Wednesday, April 19, 2006

Outsourcing as Urban Myth

Remember when worry about outsourcing was all the rage? Remember when John Kerry was ripping George Bush over his alleged insensitivity to American workers? Remember when that Bush economic adviser got into hot water with some members of Congress for saying that outsourcing was "the latest manifestation of the gains from trade that economists have talked about at least since Adam Smith?" Whatever happened to that guy?

In today's New York Times, David Leonhardt (one of my favorite business and economics reporters) writes that some of the scare stories were, well, just stories:

A FEW years ago, stories about a scary new kind of outsourcing began making the rounds. Apparently, hospitals were starting to send their radiology work to India, where doctors who make far less than American radiologists do were reading X-rays, M.R.I.'s and CT scans.

It quickly became a signature example of how globalization was moving up the food chain, threatening not just factory and call center workers but the so-called knowledge workers who were supposed to be immune....

But up in Boston, Frank Levy, an economist at the Massachusetts Institute of Technology, realized that he still had not heard or read much about actual Indian radiologists. Like the once elusive Snuffleupagus of Sesame Street, they were much discussed but rarely seen. So Mr. Levy began looking. He teamed up with two other M.I.T. researchers, Ari Goelman and Kyoung-Hee Yu, and they dug into the global radiology business.

In the end, they were able to find exactly one company in India that was reading images from American patients. It employs three radiologists. There may be other such radiologists scattered around India, but Mr. Levy says, "I think 20 is an overestimate."

A good reminder that, in the public discourse, anecdotes can sometimes overtake the facts.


If a line below contains the string "Leave", copy it out.

________________________________________

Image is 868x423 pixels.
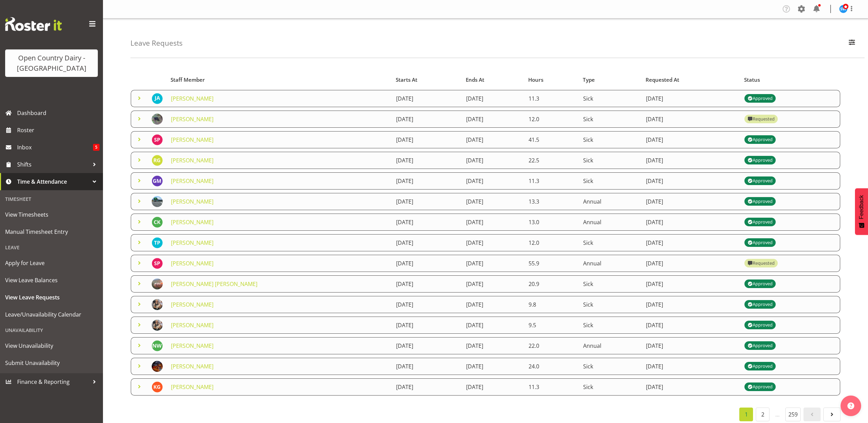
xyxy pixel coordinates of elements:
td: [DATE] [642,110,740,128]
td: 20.9 [524,275,579,292]
div: Approved [748,198,773,206]
td: [DATE] [642,131,740,148]
td: Annual [579,214,642,231]
td: [DATE] [642,296,740,313]
span: Status [744,76,760,84]
div: Approved [748,95,773,103]
a: [PERSON_NAME] [PERSON_NAME] [171,280,258,288]
td: 41.5 [524,131,579,148]
td: [DATE] [462,378,524,395]
img: amba-swann7ed9d8112a71dfd9dade164ec80c2a42.png [152,361,163,372]
img: diana-ridings856a84562c7f0abb76f1bda603dbee7f.png [152,114,163,125]
span: View Timesheets [5,209,98,220]
td: [DATE] [462,358,524,375]
a: 259 [785,408,800,421]
div: Approved [748,280,773,288]
a: [PERSON_NAME] [171,363,214,370]
div: Approved [748,136,773,144]
img: Rosterit website logo [5,17,62,31]
td: [DATE] [392,214,462,231]
a: 2 [756,408,770,421]
td: Sick [579,358,642,375]
td: 9.8 [524,296,579,313]
td: Sick [579,234,642,251]
a: View Leave Balances [1,272,101,289]
td: [DATE] [392,193,462,210]
td: Sick [579,90,642,107]
td: [DATE] [642,337,740,354]
img: gavin-harveye11ac0a916feb0e493ce4c197db03d8f.png [152,299,163,310]
td: 11.3 [524,173,579,189]
a: View Leave Requests [1,289,101,306]
td: [DATE] [462,90,524,107]
td: [DATE] [642,255,740,272]
div: Approved [748,177,773,185]
div: Approved [748,383,773,391]
span: Staff Member [170,76,205,84]
span: Roster [17,125,100,135]
h4: Leave Requests [131,39,183,47]
a: Leave/Unavailability Calendar [1,306,101,323]
td: Sick [579,152,642,169]
img: glenn-mcpherson10151.jpg [152,176,163,187]
td: [DATE] [462,214,524,231]
div: Timesheet [1,192,101,206]
a: [PERSON_NAME] [171,115,214,123]
span: Inbox [17,142,93,153]
span: Shifts [17,159,90,170]
td: 11.3 [524,378,579,395]
td: [DATE] [392,255,462,272]
div: Approved [748,239,773,247]
span: View Unavailability [5,341,98,351]
a: Manual Timesheet Entry [1,223,101,240]
div: Approved [748,341,773,350]
div: Approved [748,362,773,370]
td: [DATE] [642,317,740,333]
td: [DATE] [392,296,462,313]
img: stephen-parsons10323.jpg [152,258,163,269]
td: [DATE] [462,193,524,210]
td: Sick [579,317,642,333]
img: jeff-anderson10294.jpg [152,93,163,104]
td: [DATE] [392,90,462,107]
img: nick-warren9502.jpg [152,340,163,351]
img: stephen-parsons10323.jpg [152,134,163,145]
td: [DATE] [392,275,462,292]
td: [DATE] [642,378,740,395]
td: [DATE] [392,317,462,333]
a: View Unavailability [1,337,101,354]
a: [PERSON_NAME] [171,300,214,308]
img: chris-kneebone8233.jpg [152,217,163,228]
img: teresa-perkinson10299.jpg [152,237,163,248]
span: Hours [528,76,543,84]
td: [DATE] [462,110,524,128]
span: 5 [93,144,100,151]
td: [DATE] [462,255,524,272]
span: Starts At [396,76,417,84]
span: Requested At [645,76,679,84]
td: [DATE] [642,152,740,169]
td: Sick [579,173,642,189]
span: Type [583,76,595,84]
a: View Timesheets [1,206,101,223]
td: [DATE] [642,193,740,210]
td: [DATE] [392,173,462,189]
a: [PERSON_NAME] [171,156,214,164]
button: Filter Employees [845,36,859,51]
td: 13.0 [524,214,579,231]
td: [DATE] [642,358,740,375]
a: [PERSON_NAME] [171,341,214,350]
td: Sick [579,110,642,128]
div: Approved [748,156,773,164]
a: Submit Unavailability [1,354,101,372]
span: Submit Unavailability [5,358,98,368]
td: [DATE] [642,173,740,189]
img: help-xxl-2.png [847,402,854,409]
td: 55.9 [524,255,579,272]
td: [DATE] [462,275,524,292]
td: 24.0 [524,358,579,375]
button: Feedback - Show survey [855,188,868,235]
a: Apply for Leave [1,254,101,272]
div: Approved [748,218,773,226]
a: [PERSON_NAME] [171,95,214,102]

________________________________________

◆ Exercise response ◆
a: View Leave Balances [1,272,101,289]
a: View Leave Requests [1,289,101,306]
h4: Leave Requests [131,39,183,47]
a: Leave/Unavailability Calendar [1,306,101,323]
a: Apply for Leave [1,254,101,272]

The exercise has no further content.